An AI Hate Wave Is Here

Speed and nature of the AI shift

  • Several compare AI to the industrial revolution more than the dot-com boom: faster disruption and more direct job threat.
  • Some argue AI is mainly “eating” tech and knowledge work now but will extend to many sectors; others say outside tech, adoption is still light or mostly novelty.

Economic anxiety, jobs, and inequality

  • Strong fear that AI will hollow out middle-class office work, replicating or accelerating existing offshoring/automation trends, especially for junior/“grunt” roles.
  • Widespread belief that productivity gains will accrue to a small elite, worsening inequality; some frame AI as “capital incarnate.”
  • Others insist macro indicators (wages, homeownership) are historically good and that pervasive economic pessimism is fueled by social media doom and misperception.

Housing, generational wellbeing, and data disputes

  • Intense debate over whether younger generations are worse off.
  • One side cites recent data showing rising real incomes and recovering under‑35 homeownership; the other points to affordability pain, wealth concentration, and social metrics like falling births and rising suicides.
  • Disagreement over reliability of official statistics; some allege political manipulation, others call this conspiracy.

Corporate behavior and AI backlash

  • Many say people don’t “hate AI” as a technology but hate how corporations deploy and market it:
    • Announcing layoffs “because of AI.”
    • Driving up GPU, memory, power, and water usage.
    • Pushing AI into products where it worsens UX (support bots, “AI everywhere”).
    • Building data centers with opaque local deals and fossil-fuel power.
  • Tech CEOs are widely portrayed as out-of-touch, arrogant, and openly celebratory about labor replacement, fueling resentment.

Access, law, and empowerment

  • Anecdotes show AI helping with taxes, document review, and self‑representation in court, sometimes beating paid professionals.
  • Some warn that legal guilds may try to lock out AI‑assisted laypeople, which others argue would deepen inequality.

AI “slop” and culture

  • Broad dislike of low‑effort AI-generated content flooding feeds, but recognition that many users consume it passively anyway.
  • Some note pre‑AI corporate content was already formulaic; AI mainly makes the dehumanization more visible.

Ownership, regulation, and futures

  • One view: anti‑AI sentiment is (or could be) co‑opted to ensure AI remains owned by billionaires; advocates call for “AI for everyone” rather than bans.
  • Others are more fatalistic, expecting Hooverville‑style outcomes without a new social contract (e.g., New Deal‑like programs, structural changes).
  • Luddite analogy appears often: not “fear of tech” but resistance to being discarded without a plan.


▶ **INSTRUCTIONS FOR THE TASK**
Of all the lines in the records below, copy only those that contain the string "with".
Top of INFORMATION SHOWN
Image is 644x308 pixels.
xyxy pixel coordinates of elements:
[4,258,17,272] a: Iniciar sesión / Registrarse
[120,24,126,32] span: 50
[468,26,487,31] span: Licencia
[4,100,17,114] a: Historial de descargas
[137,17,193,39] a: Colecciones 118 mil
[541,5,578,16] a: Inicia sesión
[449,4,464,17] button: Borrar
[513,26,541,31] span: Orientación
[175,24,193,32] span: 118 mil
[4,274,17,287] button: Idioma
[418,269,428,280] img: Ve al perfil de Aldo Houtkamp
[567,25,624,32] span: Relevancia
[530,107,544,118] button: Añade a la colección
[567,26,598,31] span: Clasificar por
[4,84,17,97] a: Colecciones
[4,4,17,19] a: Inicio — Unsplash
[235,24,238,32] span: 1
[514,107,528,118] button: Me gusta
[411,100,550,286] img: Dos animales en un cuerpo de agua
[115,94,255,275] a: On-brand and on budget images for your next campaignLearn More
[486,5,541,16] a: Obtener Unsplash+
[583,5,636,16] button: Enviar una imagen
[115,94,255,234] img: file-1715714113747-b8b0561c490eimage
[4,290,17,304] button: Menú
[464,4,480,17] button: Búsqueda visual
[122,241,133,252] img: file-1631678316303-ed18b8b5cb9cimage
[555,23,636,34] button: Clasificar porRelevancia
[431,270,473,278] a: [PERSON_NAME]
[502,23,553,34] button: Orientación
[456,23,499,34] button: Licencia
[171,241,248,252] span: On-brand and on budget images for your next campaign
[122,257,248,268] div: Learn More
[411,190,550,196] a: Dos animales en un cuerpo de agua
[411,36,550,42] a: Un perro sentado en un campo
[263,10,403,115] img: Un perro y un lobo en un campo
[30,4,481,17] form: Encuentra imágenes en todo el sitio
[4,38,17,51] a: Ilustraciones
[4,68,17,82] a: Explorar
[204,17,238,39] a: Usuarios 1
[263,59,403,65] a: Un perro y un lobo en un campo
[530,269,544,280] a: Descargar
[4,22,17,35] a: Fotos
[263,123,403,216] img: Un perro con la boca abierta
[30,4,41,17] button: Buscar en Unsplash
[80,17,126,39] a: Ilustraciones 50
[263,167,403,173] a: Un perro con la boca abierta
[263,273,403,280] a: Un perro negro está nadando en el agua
Bottom of INFORMATION SHOWN
Top of INFORMATION SHOWN
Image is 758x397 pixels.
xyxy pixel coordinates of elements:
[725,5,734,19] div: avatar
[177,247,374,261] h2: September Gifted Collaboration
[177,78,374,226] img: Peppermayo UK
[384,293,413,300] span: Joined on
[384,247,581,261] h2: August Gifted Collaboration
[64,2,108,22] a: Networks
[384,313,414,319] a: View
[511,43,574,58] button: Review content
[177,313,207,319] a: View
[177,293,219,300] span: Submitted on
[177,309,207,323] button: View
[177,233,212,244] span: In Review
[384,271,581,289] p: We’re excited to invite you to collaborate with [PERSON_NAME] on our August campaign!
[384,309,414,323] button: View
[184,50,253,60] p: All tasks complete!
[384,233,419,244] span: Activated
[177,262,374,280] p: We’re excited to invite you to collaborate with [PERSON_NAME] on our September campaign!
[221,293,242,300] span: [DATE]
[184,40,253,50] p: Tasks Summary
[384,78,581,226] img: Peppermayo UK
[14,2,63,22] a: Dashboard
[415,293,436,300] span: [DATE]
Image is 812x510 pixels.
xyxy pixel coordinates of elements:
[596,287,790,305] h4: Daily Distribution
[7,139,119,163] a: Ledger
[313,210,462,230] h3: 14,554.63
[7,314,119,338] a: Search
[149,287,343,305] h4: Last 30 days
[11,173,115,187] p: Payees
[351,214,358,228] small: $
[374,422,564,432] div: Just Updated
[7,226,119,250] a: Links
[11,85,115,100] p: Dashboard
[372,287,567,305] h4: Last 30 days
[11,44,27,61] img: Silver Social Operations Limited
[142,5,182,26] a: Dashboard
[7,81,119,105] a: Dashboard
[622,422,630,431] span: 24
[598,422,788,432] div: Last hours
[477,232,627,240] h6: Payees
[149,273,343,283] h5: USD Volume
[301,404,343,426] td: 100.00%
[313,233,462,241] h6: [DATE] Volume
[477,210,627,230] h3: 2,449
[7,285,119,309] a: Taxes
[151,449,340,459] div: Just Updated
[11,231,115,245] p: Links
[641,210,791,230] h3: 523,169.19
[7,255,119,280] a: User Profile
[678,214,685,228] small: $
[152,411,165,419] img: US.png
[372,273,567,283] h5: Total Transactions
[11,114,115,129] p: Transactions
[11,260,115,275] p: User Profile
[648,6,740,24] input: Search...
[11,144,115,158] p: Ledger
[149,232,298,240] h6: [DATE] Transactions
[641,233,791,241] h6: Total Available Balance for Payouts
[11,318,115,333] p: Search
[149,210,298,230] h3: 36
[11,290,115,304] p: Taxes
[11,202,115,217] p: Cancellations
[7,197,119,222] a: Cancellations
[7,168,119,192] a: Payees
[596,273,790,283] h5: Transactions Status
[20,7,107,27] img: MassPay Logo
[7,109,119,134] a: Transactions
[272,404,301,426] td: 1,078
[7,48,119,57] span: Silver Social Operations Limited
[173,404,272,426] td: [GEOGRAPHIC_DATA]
Bottom of INFORMATION SHOWN
Top of INFORMATION SHOWN
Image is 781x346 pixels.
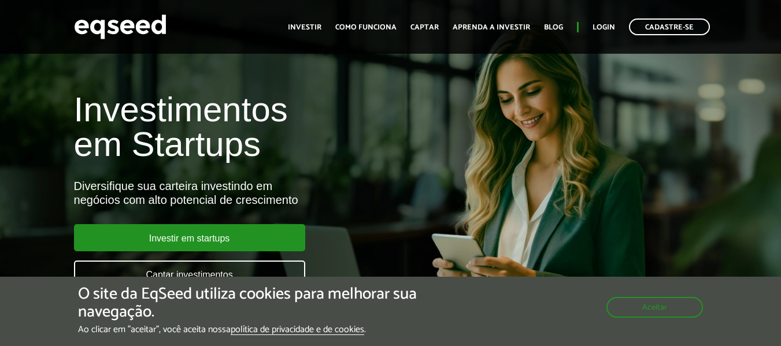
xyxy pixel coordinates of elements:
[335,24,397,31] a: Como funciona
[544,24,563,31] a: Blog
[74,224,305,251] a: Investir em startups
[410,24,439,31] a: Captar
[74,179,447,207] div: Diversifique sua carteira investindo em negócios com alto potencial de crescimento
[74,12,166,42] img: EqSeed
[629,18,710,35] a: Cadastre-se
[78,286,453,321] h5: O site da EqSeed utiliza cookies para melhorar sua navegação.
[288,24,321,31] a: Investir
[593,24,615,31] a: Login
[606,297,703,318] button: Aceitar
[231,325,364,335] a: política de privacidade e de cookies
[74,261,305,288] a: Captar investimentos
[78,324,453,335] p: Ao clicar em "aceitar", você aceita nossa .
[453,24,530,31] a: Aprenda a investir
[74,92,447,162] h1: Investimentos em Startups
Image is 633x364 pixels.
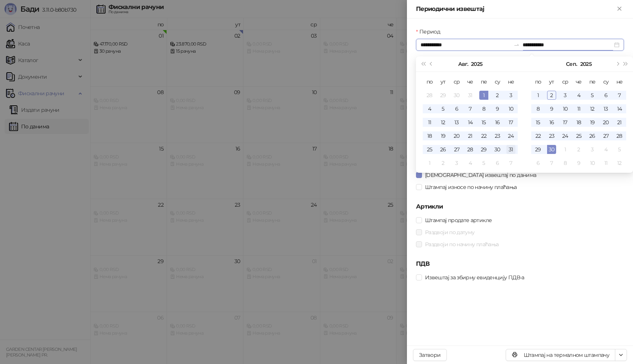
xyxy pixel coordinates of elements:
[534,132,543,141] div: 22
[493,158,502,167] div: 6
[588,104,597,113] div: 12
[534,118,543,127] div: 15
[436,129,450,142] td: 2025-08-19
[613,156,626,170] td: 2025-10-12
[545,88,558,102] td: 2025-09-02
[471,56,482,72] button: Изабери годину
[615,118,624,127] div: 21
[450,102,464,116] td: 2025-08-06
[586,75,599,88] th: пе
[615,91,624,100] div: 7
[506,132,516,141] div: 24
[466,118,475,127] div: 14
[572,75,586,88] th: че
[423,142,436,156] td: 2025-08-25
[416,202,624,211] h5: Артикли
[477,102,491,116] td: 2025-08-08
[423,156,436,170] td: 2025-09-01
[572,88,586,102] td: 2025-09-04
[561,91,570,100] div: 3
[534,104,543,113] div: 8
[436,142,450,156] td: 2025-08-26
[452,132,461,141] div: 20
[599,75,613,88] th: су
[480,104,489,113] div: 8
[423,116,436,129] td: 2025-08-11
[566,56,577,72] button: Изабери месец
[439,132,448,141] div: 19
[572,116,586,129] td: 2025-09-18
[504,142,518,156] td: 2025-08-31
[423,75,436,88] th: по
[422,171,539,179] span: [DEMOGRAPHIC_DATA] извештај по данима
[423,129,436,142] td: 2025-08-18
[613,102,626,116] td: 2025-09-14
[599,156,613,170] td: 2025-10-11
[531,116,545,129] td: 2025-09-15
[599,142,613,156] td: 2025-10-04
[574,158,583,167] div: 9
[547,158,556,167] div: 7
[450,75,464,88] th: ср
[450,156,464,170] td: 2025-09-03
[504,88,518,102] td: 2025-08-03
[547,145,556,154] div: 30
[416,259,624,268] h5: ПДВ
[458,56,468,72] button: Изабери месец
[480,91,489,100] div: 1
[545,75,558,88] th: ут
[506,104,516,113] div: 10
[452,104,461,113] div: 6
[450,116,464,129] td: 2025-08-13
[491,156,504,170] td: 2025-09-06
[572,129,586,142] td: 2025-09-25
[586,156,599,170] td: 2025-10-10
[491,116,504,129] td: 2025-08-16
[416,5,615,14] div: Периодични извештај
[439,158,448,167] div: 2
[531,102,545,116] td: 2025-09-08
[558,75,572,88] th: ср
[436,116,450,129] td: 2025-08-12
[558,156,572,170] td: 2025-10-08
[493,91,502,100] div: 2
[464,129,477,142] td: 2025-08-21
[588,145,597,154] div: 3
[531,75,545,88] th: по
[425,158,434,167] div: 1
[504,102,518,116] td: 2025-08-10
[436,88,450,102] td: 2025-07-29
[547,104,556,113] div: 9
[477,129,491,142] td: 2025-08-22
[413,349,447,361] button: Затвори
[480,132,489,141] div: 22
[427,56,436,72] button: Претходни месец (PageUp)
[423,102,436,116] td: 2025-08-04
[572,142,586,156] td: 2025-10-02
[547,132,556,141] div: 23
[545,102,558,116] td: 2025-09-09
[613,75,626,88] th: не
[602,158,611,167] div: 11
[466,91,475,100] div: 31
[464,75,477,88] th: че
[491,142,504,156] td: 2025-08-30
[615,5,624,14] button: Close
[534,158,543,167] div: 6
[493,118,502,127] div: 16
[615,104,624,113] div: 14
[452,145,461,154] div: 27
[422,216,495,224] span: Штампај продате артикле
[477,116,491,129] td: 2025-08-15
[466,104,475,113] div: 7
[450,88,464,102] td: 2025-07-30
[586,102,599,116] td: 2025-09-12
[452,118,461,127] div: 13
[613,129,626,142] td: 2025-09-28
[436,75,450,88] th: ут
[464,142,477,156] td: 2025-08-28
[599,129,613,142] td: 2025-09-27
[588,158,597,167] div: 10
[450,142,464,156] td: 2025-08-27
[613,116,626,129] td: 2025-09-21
Bottom of INFORMATION SHOWN
▶ **EXERCISE ANSWER**
[384,271,581,289] p: We’re excited to invite you to collaborate with [PERSON_NAME] on our August campaign!
[177,262,374,280] p: We’re excited to invite you to collaborate with [PERSON_NAME] on our September campaign!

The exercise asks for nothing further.